Francis II (French: François II; 19 January 1544 – 5 December 1560) was King of France from 1559 to 1560. He was also King consort of Scotland as the husband of Mary, Queen of Scots, from 1558 until his death in 1560.
He ascended the throne of France at age 15 after the accidental death of his father, Henry II, in 1559. His short reign was dominated by the first stirrings of the French Wars of Religion.
Although the royal age of majority was 14, his mother, Catherine de’ Medici, entrusted the reins of government to his wife Mary’s uncles from the House of Guise, staunch supporters of the Catholic cause. They were unable to help Catholics in Scotland against the progressing Scottish Reformation, however, and the Auld Alliance was dissolved.
After dying of an ear infection, Francis was succeeded by two of his brothers in turn, both of whom were also unable to reduce tensions between Protestants and Catholics.
Childhood and education (1544–1559)
Francis was born 11 years after his parents’ wedding. The long delay in producing an heir may have been due to his father’s repudiation of his mother in favour of his mistress Diane de Poitiers,[1] but this repudiation was mitigated by Diane’s insistence that Henry spend his nights with Catherine.[1] Francis was at first raised at the Château de Saint-Germain-en-Laye. He was baptised on 10 February 1544 at the Chapelle des Trinitaires in Fontainebleau. His godparents were Francis I (who knighted him during the ceremony), Pope Paul III, and his great-aunt Marguerite de Navarre. He became governor of Languedoc in 1546 and Dauphin of France in 1547, when his grandfather Francis I died.
Francis’s governor and governess were Jean d’Humières and Françoise d’Humières, and his tutor was Pierre Danès, a Greek scholar originally from Naples. He learned dancing from Virgilio Bracesco and fencing from Hector of Mantua.
King Henry II, his father, arranged a remarkable betrothal for his son to the five year old Mary, Queen of Scots, in the Châtillon agreement of 27 January 1548, when Francis was only four years old. Mary had been crowned Queen of Scotland in Stirling Castle on 9 September 1543 at the age of nine months, following the death of her father James V. Mary was a granddaughter of Claude, Duke of Guise, a very influential figure at the court of France. Once the marriage agreement was formally ratified, the five-year-old Mary was sent to France to be raised at court until the marriage. She was tall for her age and eloquent, and Francis was unusually short and stuttered. Henry II said, “from the very first day they met, my son and she got on as well together as if they had known each other for a long time”.
On 24 April 1558, Francis and Mary married in Notre Dame Cathedral in Paris. It was a union that could have given the future kings of France the throne of Scotland and also a claim to the throne of England through Mary’s great-grandfather, King Henry VII of England. As a result of the marriage, Francis became king consort in Scotland until his death. The marriage produced no children, and may never even have been consummated, possibly due to Francis’s illnesses or undescended testicles.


**Exercise requirements**
Search the records for the string "approached". Copy each line where it occurs.

[Dataset records]
----
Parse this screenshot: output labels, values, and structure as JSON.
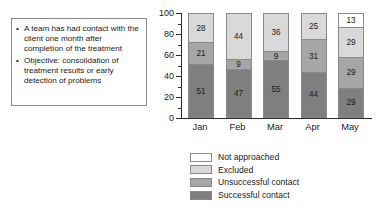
{
  "textbox": {
    "bullets": [
      "A team has had contact with the client one month after completion of the treatment",
      "Objective: consolidation of treatment results or early detection of problems"
    ],
    "bullet_marker": "•"
  },
  "chart_data": {
    "type": "bar",
    "subtype": "stacked",
    "title": "",
    "xlabel": "",
    "ylabel": "",
    "categories": [
      "Jan",
      "Feb",
      "Mar",
      "Apr",
      "May"
    ],
    "ylim": [
      0,
      100
    ],
    "yticks": [
      0,
      20,
      40,
      60,
      80,
      100
    ],
    "ytick_labels": [
      "0",
      "20",
      "40",
      "60",
      "80",
      "100"
    ],
    "yminor_step": 10,
    "grid": false,
    "legend_position": "below",
    "series": [
      {
        "name": "Successful contact",
        "color": "#7f7f7f",
        "values": [
          51,
          47,
          55,
          44,
          29
        ]
      },
      {
        "name": "Unsuccessful contact",
        "color": "#a6a6a6",
        "values": [
          21,
          9,
          9,
          31,
          29
        ]
      },
      {
        "name": "Excluded",
        "color": "#d9d9d9",
        "values": [
          28,
          44,
          36,
          25,
          29
        ]
      },
      {
        "name": "Not approached",
        "color": "#ffffff",
        "values": [
          0,
          0,
          0,
          0,
          13
        ]
      }
    ]
  },
  "legend": {
    "items": [
      {
        "label": "Not approached",
        "color": "#ffffff"
      },
      {
        "label": "Excluded",
        "color": "#d9d9d9"
      },
      {
        "label": "Unsuccessful contact",
        "color": "#a6a6a6"
      },
      {
        "label": "Successful contact",
        "color": "#7f7f7f"
      }
    ]
  }
}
----
**Solution to this exercise**
        "name": "Not approached",
        "label": "Not approached",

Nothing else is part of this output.